What can we learn from nearly a hundred inspiring stories – saving rain forests in the Amazon, transforming education in Latin America,
This is the question that Roger Martin, one of Canada’s best known business school leaders and management consultants, and Sally Osberg, President and CEO of the Skoll Foundation, which champions social change efforts around the globe, answer in their book, Getting Beyond Better: How Social Entrepreneurship Works. They also uncover a lot about the frequently referred to, but poorly understood, craft of social entrepreneurship. Here are three of their biggest insights.
First, the authors argue that transformative change requires would-be change makers to disrupt the “stable but inherently unjust equilibrium that causes the exclusion, marginalization, or suffering of a segment of humanity.” Disruption, they go further to define as, “a necessary condition in creating a new equilibrium in the world that alleviates suffering, unleashes new potential and addresses fundamental challenges.” This statement challenges all those who secretly hope we can get transformative change through incremental, non-messy, improvements to the status quo.
Second, Martin and Osberg place social entrepreneurship within the wider field of actors working for a better world. Specifically, they identify three distinct, complementary and important types of change makers:
The authors’ third big finding is that social entrepreneurs typically unfold their work through four key phases. These include:
Martin and Osberg identify a variety of behaviours and patterns of successful social entrepreneurship in their description of each of these phases. They found that social entrepreneurs wrestle with a series of paradoxes, such as the tension between experimentation and commitment, where social entrepreneurs are deeply committed to making an idea work, but very open to questioning their assumptions about what they think will work and adjusting their innovations when they get new information. Similarly, they have uncovered different ‘mechanisms for change’ – e.g., new measurements, standards, methods – underlying new models for change. These insights not only shed light on the craft of social entrepreneurship, they are practical.
There are plenty of excellent books, papers and tools on social entrepreneurship: a search on google produces 4 ½ million results in less than a second. Yet Getting Beyond Better stands out among the bunch. Why? Because its authors have skillfully distilled key ideas, phases and practices of social entrepreneurship without going so far as to pretend that these can be summed up neatly in a collection of recipe-like practices. It is very difficult to find this balance, but Martin and Osberg have succeeded in spades.
Getting Beyond Better is not the definitive work on social entrepreneurship - the field is too complex to capture it all even in as impressive a book as this - but it is one of the best of a very large bunch. If you count yourself amongst the growing legions of people working to build a world that is beyond better, and treat your work as a craft that requires us to stay abreast of leading edge thinking, then this book is an essential part of your journey.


◆ Problem requirements:
Write out the data word for word and drop any picture you find.

=== Exercise data ===

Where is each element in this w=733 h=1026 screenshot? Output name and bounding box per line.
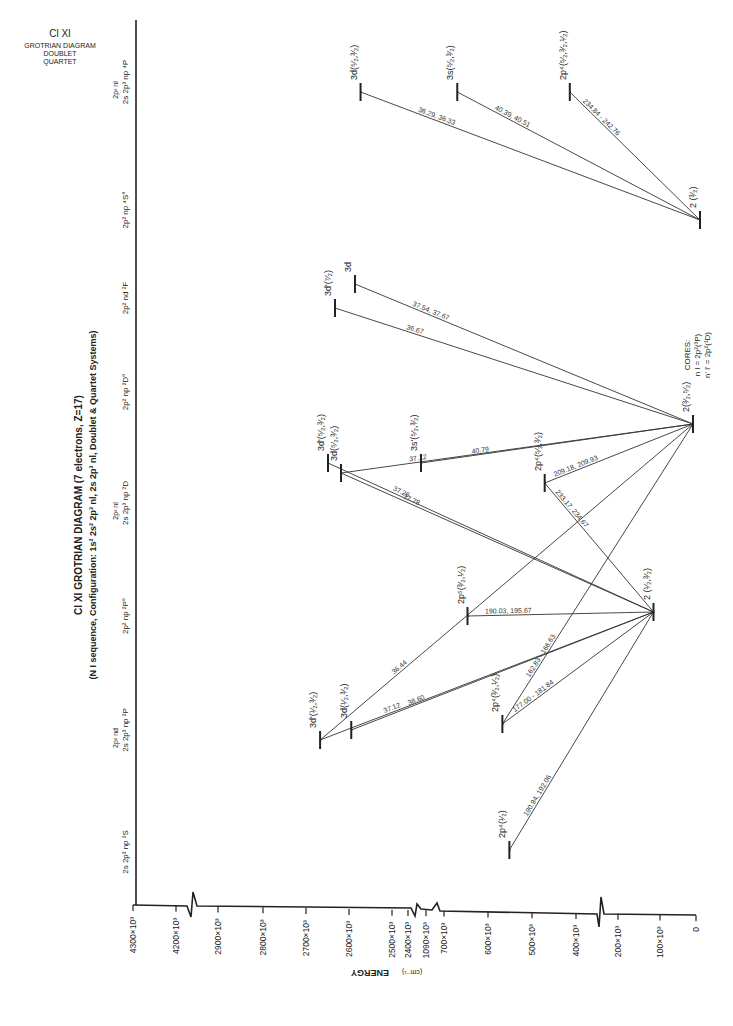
transition-wavelength-label: 234.84 - 242.76	[582, 97, 622, 136]
transition-line	[355, 284, 693, 424]
energy-level-label: 3d(¹⁄₂,³⁄₂)	[339, 684, 349, 719]
column-label-2Po: 2p² np ²P°	[121, 598, 130, 634]
energy-tick-label: 500×10³	[527, 924, 537, 956]
column-label-text: 2p² nd ²F	[121, 282, 130, 315]
energy-tick-label: 2400×10³	[403, 922, 413, 958]
transition-line	[421, 424, 693, 463]
column-label-text: 2p² np ⁴S°	[121, 192, 130, 229]
energy-tick-label: 1090×10³	[421, 922, 431, 958]
energy-level-label: 2p⁴(¹⁄₂)	[497, 810, 507, 838]
column-label-2F: 2p² nd ²F	[121, 282, 130, 315]
column-label-text: 2p² np ²D°	[121, 374, 130, 411]
column-label-text: 2s 2p³ np ²S	[121, 830, 130, 874]
energy-axis-title: ENERGY (cm⁻¹)	[351, 968, 422, 978]
transition-wavelength-label: 36.67	[406, 323, 425, 335]
transition-line	[328, 463, 654, 612]
energy-axis-unit: (cm⁻¹)	[402, 968, 422, 976]
column-label-2S: 2s 2p³ np ²S	[121, 830, 130, 874]
column-label-text: 2s 2p³ np ²P	[121, 708, 130, 752]
transitions: 36.29, 36.3340.39, 40.51234.84 - 242.763…	[320, 92, 700, 850]
column-label-2D: 2s 2p³ np ²D2p² nl	[112, 481, 130, 525]
transition-line	[545, 483, 654, 612]
transition-line	[341, 473, 653, 612]
transition-wavelength-label: 190.94, 192.06	[522, 773, 552, 817]
cores-line-2: n l = 2p²(³P)	[693, 333, 702, 376]
energy-tick-label: 4200×10³	[171, 918, 181, 954]
column-label-top: 2p² nl	[112, 81, 120, 99]
energy-axis-tick-labels: 4300×10³4200×10³2900×10³2800×10³2700×10³…	[128, 917, 701, 959]
transition-line	[457, 92, 700, 220]
column-labels: 2s 2p³ np ⁴P2p² nl2p² np ⁴S°2p² nd ²F2p²…	[112, 60, 130, 874]
transition-line	[509, 612, 653, 850]
transition-wavelength-label: 37.54, 37.67	[412, 300, 451, 321]
energy-level-label: 2p⁴(³⁄₂,¹⁄₂)	[490, 674, 500, 712]
energy-tick-label: 4300×10³	[128, 917, 138, 953]
energy-tick-label: 200×10³	[613, 926, 623, 958]
transition-line	[570, 92, 700, 220]
energy-level-label: 3d'(¹⁄₂,³⁄₂)	[308, 692, 318, 728]
energy-level-label: 2 (³⁄₂)	[688, 187, 698, 209]
corner-title-line-1: Cl XI	[49, 28, 71, 39]
energy-level-label: 3d'(⁵⁄₂,³⁄₂)	[316, 414, 326, 451]
column-label-2Do: 2p² np ²D°	[121, 374, 130, 411]
energy-level-label: 2p⁵(³⁄₂,¹⁄₂)	[456, 566, 466, 604]
energy-tick-label: 2800×10³	[258, 919, 268, 955]
energy-axis-label: ENERGY	[351, 968, 389, 978]
corner-title-line-2: GROTRIAN DIAGRAM	[24, 42, 96, 49]
energy-tick-label: 2900×10³	[213, 918, 223, 954]
energy-level-label: 2p⁴(⁵⁄₂,³⁄₂)	[533, 432, 543, 471]
transition-wavelength-label: 190.03, 195.67	[485, 607, 532, 615]
corner-title: Cl XI GROTRIAN DIAGRAM DOUBLET QUARTET	[24, 28, 96, 66]
transition-line	[502, 424, 693, 724]
transition-wavelength-label: 233.17, 234.67	[554, 488, 590, 528]
column-label-text: 2s 2p³ np ²D	[121, 481, 130, 525]
transition-line	[361, 92, 700, 220]
cores-line-3: n' l' = 2p²(¹D)	[703, 332, 712, 378]
energy-tick-label: 700×10³	[439, 922, 449, 954]
cores-note: CORES: n l = 2p²(³P) n' l' = 2p²(¹D)	[683, 332, 712, 378]
energy-level-label: 3d(⁵⁄₂,³⁄₂)	[329, 426, 339, 461]
energy-level-label: 3s'(⁵⁄₂,³⁄₂)	[409, 415, 419, 451]
column-label-4So: 2p² np ⁴S°	[121, 192, 130, 229]
column-label-text: 2s 2p³ np ⁴P	[121, 60, 130, 104]
transition-line	[335, 308, 693, 424]
energy-tick-label: 600×10³	[483, 923, 493, 955]
energy-tick-label: 2500×10³	[387, 922, 397, 958]
energy-level-label: 3d	[343, 262, 353, 272]
energy-tick-label: 400×10³	[571, 925, 581, 957]
title-text: Cl XI GROTRIAN DIAGRAM (7 electrons, Z=1…	[73, 395, 84, 615]
transition-wavelength-label: 209.18, 209.93	[553, 454, 599, 478]
energy-level-label: 2p⁴(⁵⁄₂,³⁄₂,¹⁄₂)	[558, 30, 568, 80]
transition-line	[320, 424, 693, 740]
corner-title-line-4: QUARTET	[43, 58, 77, 66]
transition-line	[545, 424, 693, 483]
energy-level-label: 3d(⁵⁄₂,³⁄₂)	[349, 45, 359, 80]
cores-line-1: CORES:	[683, 340, 692, 371]
corner-title-line-3: DOUBLET	[43, 50, 77, 57]
column-label-2P: 2s 2p³ np ²P2p² nd	[112, 708, 130, 752]
column-label-4P: 2s 2p³ np ⁴P2p² nl	[112, 60, 130, 104]
energy-tick-label: 2600×10³	[344, 921, 354, 957]
main-title: Cl XI GROTRIAN DIAGRAM (7 electrons, Z=1…	[73, 330, 98, 679]
column-label-top: 2p² nd	[112, 728, 120, 748]
energy-tick-label: 2700×10³	[301, 920, 311, 956]
column-label-text: 2p² np ²P°	[121, 598, 130, 634]
energy-level-label: 2(³⁄₂,⁵⁄₂)	[681, 382, 691, 412]
column-label-top: 2p² nl	[112, 502, 120, 520]
transition-line	[502, 612, 653, 724]
energy-tick-label: 100×10³	[655, 926, 665, 958]
energy-level-label: 3s(⁵⁄₂,³⁄₂)	[445, 45, 455, 80]
energy-level-label: 2 (¹⁄₂,³⁄₂)	[642, 568, 652, 600]
energy-level-label: 3d'(⁷⁄₂)	[323, 270, 333, 296]
transition-wavelength-label: 40.39, 40.51	[494, 104, 532, 128]
transition-wavelength-label: 177.00 - 181.84	[511, 678, 555, 713]
energy-tick-label: 0	[691, 927, 701, 932]
grotrian-diagram: Cl XI GROTRIAN DIAGRAM DOUBLET QUARTET C…	[0, 0, 733, 1026]
subtitle-text: (N I sequence, Configuration: 1s² 2s² 2p…	[88, 330, 98, 679]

===

◆ Response area:
Where is each element in this w=733 h=1026 screenshot? Output name and bounding box per line.
transition-wavelength-label: 234.84 - 242.76	[582, 97, 622, 136]
transition-line	[355, 284, 693, 424]
energy-level-label: 3d(¹⁄₂,³⁄₂)	[339, 684, 349, 719]
column-label-2Po: 2p² np ²P°	[121, 598, 130, 634]
energy-tick-label: 500×10³	[527, 924, 537, 956]
column-label-text: 2p² nd ²F	[121, 282, 130, 315]
energy-tick-label: 2400×10³	[403, 922, 413, 958]
transition-line	[421, 424, 693, 463]
column-label-text: 2p² np ⁴S°	[121, 192, 130, 229]
energy-tick-label: 1090×10³	[421, 922, 431, 958]
energy-level-label: 2p⁴(¹⁄₂)	[497, 810, 507, 838]
column-label-2F: 2p² nd ²F	[121, 282, 130, 315]
column-label-text: 2p² np ²D°	[121, 374, 130, 411]
column-label-text: 2s 2p³ np ²S	[121, 830, 130, 874]
energy-axis-title: ENERGY (cm⁻¹)	[351, 968, 422, 978]
transition-wavelength-label: 36.67	[406, 323, 425, 335]
transition-line	[328, 463, 654, 612]
energy-axis-unit: (cm⁻¹)	[402, 968, 422, 976]
column-label-2S: 2s 2p³ np ²S	[121, 830, 130, 874]
column-label-text: 2s 2p³ np ²P	[121, 708, 130, 752]
transitions: 36.29, 36.3340.39, 40.51234.84 - 242.763…	[320, 92, 700, 850]
column-label-2D: 2s 2p³ np ²D2p² nl	[112, 481, 130, 525]
transition-line	[545, 483, 654, 612]
transition-line	[341, 473, 653, 612]
transition-wavelength-label: 190.94, 192.06	[522, 773, 552, 817]
cores-line-2: n l = 2p²(³P)	[693, 333, 702, 376]
energy-tick-label: 4200×10³	[171, 918, 181, 954]
column-label-top: 2p² nl	[112, 81, 120, 99]
energy-axis-tick-labels: 4300×10³4200×10³2900×10³2800×10³2700×10³…	[128, 917, 701, 959]
transition-line	[457, 92, 700, 220]
column-labels: 2s 2p³ np ⁴P2p² nl2p² np ⁴S°2p² nd ²F2p²…	[112, 60, 130, 874]
transition-line	[509, 612, 653, 850]
transition-wavelength-label: 37.54, 37.67	[412, 300, 451, 321]
energy-level-label: 2p⁴(³⁄₂,¹⁄₂)	[490, 674, 500, 712]
energy-tick-label: 4300×10³	[128, 917, 138, 953]
energy-tick-label: 200×10³	[613, 926, 623, 958]
transition-line	[570, 92, 700, 220]
energy-level-label: 3d'(¹⁄₂,³⁄₂)	[308, 692, 318, 728]
energy-level-label: 2 (³⁄₂)	[688, 187, 698, 209]
corner-title-line-1: Cl XI	[49, 28, 71, 39]
energy-level-label: 3d'(⁵⁄₂,³⁄₂)	[316, 414, 326, 451]
column-label-2Do: 2p² np ²D°	[121, 374, 130, 411]
energy-level-label: 2p⁵(³⁄₂,¹⁄₂)	[456, 566, 466, 604]
energy-tick-label: 2800×10³	[258, 919, 268, 955]
energy-axis-label: ENERGY	[351, 968, 389, 978]
corner-title-line-2: GROTRIAN DIAGRAM	[24, 42, 96, 49]
energy-tick-label: 2900×10³	[213, 918, 223, 954]
energy-level-label: 2p⁴(⁵⁄₂,³⁄₂)	[533, 432, 543, 471]
transition-wavelength-label: 190.03, 195.67	[485, 607, 532, 615]
corner-title: Cl XI GROTRIAN DIAGRAM DOUBLET QUARTET	[24, 28, 96, 66]
transition-line	[502, 424, 693, 724]
transition-wavelength-label: 233.17, 234.67	[554, 488, 590, 528]
column-label-text: 2s 2p³ np ²D	[121, 481, 130, 525]
transition-line	[361, 92, 700, 220]
cores-line-3: n' l' = 2p²(¹D)	[703, 332, 712, 378]
energy-tick-label: 700×10³	[439, 922, 449, 954]
cores-note: CORES: n l = 2p²(³P) n' l' = 2p²(¹D)	[683, 332, 712, 378]
energy-level-label: 3d(⁵⁄₂,³⁄₂)	[329, 426, 339, 461]
energy-level-label: 3s'(⁵⁄₂,³⁄₂)	[409, 415, 419, 451]
column-label-4So: 2p² np ⁴S°	[121, 192, 130, 229]
column-label-text: 2s 2p³ np ⁴P	[121, 60, 130, 104]
transition-line	[335, 308, 693, 424]
energy-tick-label: 600×10³	[483, 923, 493, 955]
energy-tick-label: 2500×10³	[387, 922, 397, 958]
energy-level-label: 3d	[343, 262, 353, 272]
energy-tick-label: 400×10³	[571, 925, 581, 957]
title-text: Cl XI GROTRIAN DIAGRAM (7 electrons, Z=1…	[73, 395, 84, 615]
transition-wavelength-label: 209.18, 209.93	[553, 454, 599, 478]
energy-level-label: 2p⁴(⁵⁄₂,³⁄₂,¹⁄₂)	[558, 30, 568, 80]
transition-line	[320, 424, 693, 740]
corner-title-line-4: QUARTET	[43, 58, 77, 66]
transition-line	[545, 424, 693, 483]
energy-level-label: 3d(⁵⁄₂,³⁄₂)	[349, 45, 359, 80]
cores-line-1: CORES:	[683, 340, 692, 371]
corner-title-line-3: DOUBLET	[43, 50, 77, 57]
column-label-2P: 2s 2p³ np ²P2p² nd	[112, 708, 130, 752]
column-label-4P: 2s 2p³ np ⁴P2p² nl	[112, 60, 130, 104]
energy-tick-label: 2600×10³	[344, 921, 354, 957]
main-title: Cl XI GROTRIAN DIAGRAM (7 electrons, Z=1…	[73, 330, 98, 679]
column-label-top: 2p² nd	[112, 728, 120, 748]
energy-tick-label: 2700×10³	[301, 920, 311, 956]
column-label-text: 2p² np ²P°	[121, 598, 130, 634]
energy-level-label: 2(³⁄₂,⁵⁄₂)	[681, 382, 691, 412]
column-label-top: 2p² nl	[112, 502, 120, 520]
transition-line	[502, 612, 653, 724]
energy-tick-label: 100×10³	[655, 926, 665, 958]
energy-level-label: 3s(⁵⁄₂,³⁄₂)	[445, 45, 455, 80]
energy-level-label: 2 (¹⁄₂,³⁄₂)	[642, 568, 652, 600]
energy-level-label: 3d'(⁷⁄₂)	[323, 270, 333, 296]
transition-wavelength-label: 40.39, 40.51	[494, 104, 532, 128]
transition-wavelength-label: 177.00 - 181.84	[511, 678, 555, 713]
energy-tick-label: 0	[691, 927, 701, 932]
grotrian-diagram: Cl XI GROTRIAN DIAGRAM DOUBLET QUARTET C…	[0, 0, 733, 1026]
subtitle-text: (N I sequence, Configuration: 1s² 2s² 2p…	[88, 330, 98, 679]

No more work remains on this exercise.